No matter how advanced they get — no matter how realistic the physics, no matter how much the players start to look like the real pros — tennis games have always been, and will always be, just really deep versions of Pong. This, however, isn't a bad thing. Sure, the graphics were very basic, and the voice acting was terrible, but thanks to its perfectly calibrated controls, Pong still holds up... despite being older than Mario and Luigi combined.
Unfortunately, this doesn't make Top Spin 3 look very good. Though it has numerous pros, courts, and options — including a player creation section that would make World Of Warcraft jealous — and looks as good as Wimbledon on NBC, it is ultimately undone by the most obvious of gaming mistakes: bad controls.
Easy Come, Easy Go
As with most sports games, Top Spin 3 has a couple basic modes: Exhibition, where you can play a quick match of singles or doubles, alone or with friends; Tournament Mode, where you play such events as The U.S. Open, The Australian Open, and the, uh, Cincinnati Open; Top Spin School, a.k.a. the training levels; Player Creator, where you get to play God; and Options, which here is very important, since it allows you to turn off the awful music that plays over every menu and loading screen.
There's also, of course, a rich Online Mode, where you can not only play ranked and unranked matches and tournaments, both singles and doubles, but you can also engage in a World Tour that will crown an online champion twice a month.
The centerpiece of the game is the Career Mode. Take the player you already Frankensteined in Player Creator and have them play a series of matches in hopes of going from an Amateur to a Camera Shiller, er World Champion.
God Is In The Details

Augmenting all of these modes is a litany of options. There are nearly forty pros, including such recognizable names as Roger Federer, Maria Sharapova, and such old schoolers as Björn Borg, all of whom come with a choice of outfits (and no, none of them are a panda costume…or a bikini). And there are just as many courts from all around the world (U.S., Africa, Japan, Russia...), both clay and grass, and both indoor and outdoor, including such head scratchers as the public courts in Chicago. There's even two in Texas — Westside Drive in Houston and the Texas Arena in Dallas — because when you think tennis, you think Texas.
But nothing exemplifies the options overkill like the Player Creator, which lets you do more with a beard than most games let you do to an entire character. Every aspect of your characters face, from their forehead to their freckles, has multiple modifiers, and you can even tweak them like a Beverly Hills plastic surgeon with the Sculpt tool. Some options are so subtle, however, that you’ll be hard pressed to notice the difference, while others are just ridiculous, such as ladies hairstyle #6, an overly crimped cut that, when done in blue, makes you look like Selma from
The Simpsons.
Swing And A Miss

As good, if overwhelming, as all of the above may sound, it's all for naught when you realize that the controls are fundamentally flawed. The game boasts a new control scheme, one that has you holding and releasing the square, circle, or x button to swing, and pushing the left thumbstick to aim. Which may be more realistic, but it still takes a bit of getting used to, even if graduate Magnum Cum Laude from
Top Spin School.
Even if you've got the controls down, though, the swinging mechanics are sluggish and unresponsive. When the ball was coming right at Selma, and with the skill level set as low as it would go, she'd still miss, swinging well after the ball flew past her, despite my pushing the button well before the ball was in range. It's almost like you have depth perception problems and need glasses... the one thing they left out of the Player Creator mode.
Oh, and adding insult to injury, if you decide to quit a match because
The Simpsons are coming on, it acts as if you forfeited. This makes sense if you're losing 6-1, 6-1, 4-1, but if you’re winning... Though given how difficult it is to hit the ball, even when Sharapova lobs it lightly in your general directly, quitting while you're ahead is the least of your worries with this game.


What is being asked -> Transcribe the records word for word, beginning with the first line and ending with the line that contains "Image is 868x415 pixels."; include nothing else.

Data ->
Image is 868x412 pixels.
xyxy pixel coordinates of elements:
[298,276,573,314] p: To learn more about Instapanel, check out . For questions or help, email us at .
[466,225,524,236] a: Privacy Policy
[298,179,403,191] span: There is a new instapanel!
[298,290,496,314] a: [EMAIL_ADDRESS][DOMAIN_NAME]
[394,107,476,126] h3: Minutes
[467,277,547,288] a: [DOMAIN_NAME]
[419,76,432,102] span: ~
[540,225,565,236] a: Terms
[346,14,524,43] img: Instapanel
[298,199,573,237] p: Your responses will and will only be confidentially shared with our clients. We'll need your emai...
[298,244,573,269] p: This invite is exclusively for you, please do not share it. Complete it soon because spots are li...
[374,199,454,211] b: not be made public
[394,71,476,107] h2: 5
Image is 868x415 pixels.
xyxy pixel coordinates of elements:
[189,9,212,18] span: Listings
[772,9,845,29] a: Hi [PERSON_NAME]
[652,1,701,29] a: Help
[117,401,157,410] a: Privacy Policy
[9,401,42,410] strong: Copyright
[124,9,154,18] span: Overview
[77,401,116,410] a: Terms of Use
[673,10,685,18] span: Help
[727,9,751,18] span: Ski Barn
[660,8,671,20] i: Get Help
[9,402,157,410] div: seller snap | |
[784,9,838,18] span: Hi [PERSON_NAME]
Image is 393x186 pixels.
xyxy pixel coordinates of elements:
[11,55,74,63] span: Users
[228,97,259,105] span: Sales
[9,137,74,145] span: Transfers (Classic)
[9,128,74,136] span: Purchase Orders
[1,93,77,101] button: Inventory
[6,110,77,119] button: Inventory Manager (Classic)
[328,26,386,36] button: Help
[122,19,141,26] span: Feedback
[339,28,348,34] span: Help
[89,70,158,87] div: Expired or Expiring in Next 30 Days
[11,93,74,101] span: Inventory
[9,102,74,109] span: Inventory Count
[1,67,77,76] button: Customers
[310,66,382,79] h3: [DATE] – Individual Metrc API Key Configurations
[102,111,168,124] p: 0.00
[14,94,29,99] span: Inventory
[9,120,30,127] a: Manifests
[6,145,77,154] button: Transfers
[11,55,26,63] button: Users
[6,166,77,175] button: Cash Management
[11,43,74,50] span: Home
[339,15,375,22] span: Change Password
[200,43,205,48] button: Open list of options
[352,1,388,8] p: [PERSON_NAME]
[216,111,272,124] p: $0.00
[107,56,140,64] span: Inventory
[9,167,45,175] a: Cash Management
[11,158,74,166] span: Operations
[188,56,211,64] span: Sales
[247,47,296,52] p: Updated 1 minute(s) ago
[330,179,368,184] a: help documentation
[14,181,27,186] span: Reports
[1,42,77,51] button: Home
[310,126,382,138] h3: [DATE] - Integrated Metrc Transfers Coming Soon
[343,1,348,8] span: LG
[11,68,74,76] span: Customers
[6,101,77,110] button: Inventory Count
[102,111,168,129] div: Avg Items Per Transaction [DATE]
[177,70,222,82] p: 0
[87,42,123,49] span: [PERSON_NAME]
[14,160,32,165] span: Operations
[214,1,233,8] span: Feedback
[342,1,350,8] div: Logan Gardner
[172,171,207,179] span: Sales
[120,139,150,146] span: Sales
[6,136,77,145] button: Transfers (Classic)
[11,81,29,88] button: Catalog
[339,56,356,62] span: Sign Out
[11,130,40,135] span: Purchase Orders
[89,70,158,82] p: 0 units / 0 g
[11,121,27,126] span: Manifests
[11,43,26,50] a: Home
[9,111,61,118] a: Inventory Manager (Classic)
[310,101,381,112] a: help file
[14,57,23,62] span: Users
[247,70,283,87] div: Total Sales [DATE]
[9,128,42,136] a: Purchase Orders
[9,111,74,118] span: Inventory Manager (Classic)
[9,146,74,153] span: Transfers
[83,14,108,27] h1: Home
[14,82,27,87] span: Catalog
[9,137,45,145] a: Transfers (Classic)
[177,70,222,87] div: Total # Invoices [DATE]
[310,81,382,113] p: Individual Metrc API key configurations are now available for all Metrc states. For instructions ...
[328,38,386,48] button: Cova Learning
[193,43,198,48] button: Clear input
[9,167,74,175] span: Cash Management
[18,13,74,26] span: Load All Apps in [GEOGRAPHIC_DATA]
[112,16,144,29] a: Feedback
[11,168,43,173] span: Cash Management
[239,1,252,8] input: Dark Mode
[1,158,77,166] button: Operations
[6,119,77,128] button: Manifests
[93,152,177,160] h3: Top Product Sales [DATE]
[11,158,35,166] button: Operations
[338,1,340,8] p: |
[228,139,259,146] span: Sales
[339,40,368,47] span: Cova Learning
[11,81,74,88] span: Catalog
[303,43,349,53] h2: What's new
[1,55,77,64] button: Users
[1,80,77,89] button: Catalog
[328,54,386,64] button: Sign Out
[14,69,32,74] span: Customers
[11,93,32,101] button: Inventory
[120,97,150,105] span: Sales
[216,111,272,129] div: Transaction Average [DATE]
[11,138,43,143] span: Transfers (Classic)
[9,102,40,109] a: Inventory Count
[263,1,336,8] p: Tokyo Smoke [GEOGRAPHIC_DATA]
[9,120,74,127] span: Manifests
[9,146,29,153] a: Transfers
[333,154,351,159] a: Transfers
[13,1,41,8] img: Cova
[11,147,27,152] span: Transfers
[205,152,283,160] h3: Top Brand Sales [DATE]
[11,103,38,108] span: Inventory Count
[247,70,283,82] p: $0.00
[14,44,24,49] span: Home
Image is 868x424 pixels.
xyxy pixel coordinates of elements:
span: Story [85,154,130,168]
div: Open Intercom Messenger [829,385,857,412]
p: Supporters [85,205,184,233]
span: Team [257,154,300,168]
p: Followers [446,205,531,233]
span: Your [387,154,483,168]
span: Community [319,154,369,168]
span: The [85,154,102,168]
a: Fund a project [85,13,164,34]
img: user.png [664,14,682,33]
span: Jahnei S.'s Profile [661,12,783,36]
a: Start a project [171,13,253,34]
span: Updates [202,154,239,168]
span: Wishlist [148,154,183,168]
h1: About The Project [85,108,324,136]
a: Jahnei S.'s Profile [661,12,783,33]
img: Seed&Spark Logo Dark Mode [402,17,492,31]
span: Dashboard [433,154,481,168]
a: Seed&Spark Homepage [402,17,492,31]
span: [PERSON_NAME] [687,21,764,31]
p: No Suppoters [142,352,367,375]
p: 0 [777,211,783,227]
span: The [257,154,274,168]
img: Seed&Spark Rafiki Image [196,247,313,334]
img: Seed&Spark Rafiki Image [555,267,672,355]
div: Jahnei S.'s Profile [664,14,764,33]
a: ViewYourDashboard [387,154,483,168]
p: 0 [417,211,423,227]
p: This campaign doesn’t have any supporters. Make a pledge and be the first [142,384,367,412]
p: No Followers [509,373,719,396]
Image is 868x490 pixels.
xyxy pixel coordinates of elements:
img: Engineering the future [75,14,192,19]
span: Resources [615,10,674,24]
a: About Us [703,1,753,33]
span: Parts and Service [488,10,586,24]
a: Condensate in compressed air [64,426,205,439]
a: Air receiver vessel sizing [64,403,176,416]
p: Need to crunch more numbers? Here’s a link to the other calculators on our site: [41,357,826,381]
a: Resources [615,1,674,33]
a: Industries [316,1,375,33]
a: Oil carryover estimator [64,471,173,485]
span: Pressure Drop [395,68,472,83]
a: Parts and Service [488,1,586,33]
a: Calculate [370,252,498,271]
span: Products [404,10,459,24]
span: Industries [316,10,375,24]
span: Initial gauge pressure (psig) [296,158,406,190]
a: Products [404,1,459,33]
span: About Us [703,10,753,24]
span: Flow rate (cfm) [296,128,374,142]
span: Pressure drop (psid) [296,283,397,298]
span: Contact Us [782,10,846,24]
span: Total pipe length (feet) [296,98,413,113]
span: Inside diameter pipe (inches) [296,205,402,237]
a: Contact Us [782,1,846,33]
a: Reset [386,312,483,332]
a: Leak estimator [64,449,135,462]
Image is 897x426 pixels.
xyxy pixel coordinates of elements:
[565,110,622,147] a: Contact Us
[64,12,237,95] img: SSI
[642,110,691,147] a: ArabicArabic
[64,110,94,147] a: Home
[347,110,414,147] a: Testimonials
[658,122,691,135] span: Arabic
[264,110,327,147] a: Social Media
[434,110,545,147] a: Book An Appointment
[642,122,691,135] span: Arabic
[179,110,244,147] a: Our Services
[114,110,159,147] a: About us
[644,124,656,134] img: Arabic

Result of this exercise ->
Image is 868x412 pixels.
xyxy pixel coordinates of elements:
[298,276,573,314] p: To learn more about Instapanel, check out . For questions or help, email us at .
[466,225,524,236] a: Privacy Policy
[298,179,403,191] span: There is a new instapanel!
[298,290,496,314] a: [EMAIL_ADDRESS][DOMAIN_NAME]
[394,107,476,126] h3: Minutes
[467,277,547,288] a: [DOMAIN_NAME]
[419,76,432,102] span: ~
[540,225,565,236] a: Terms
[346,14,524,43] img: Instapanel
[298,199,573,237] p: Your responses will and will only be confidentially shared with our clients. We'll need your emai...
[298,244,573,269] p: This invite is exclusively for you, please do not share it. Complete it soon because spots are li...
[374,199,454,211] b: not be made public
[394,71,476,107] h2: 5
Image is 868x415 pixels.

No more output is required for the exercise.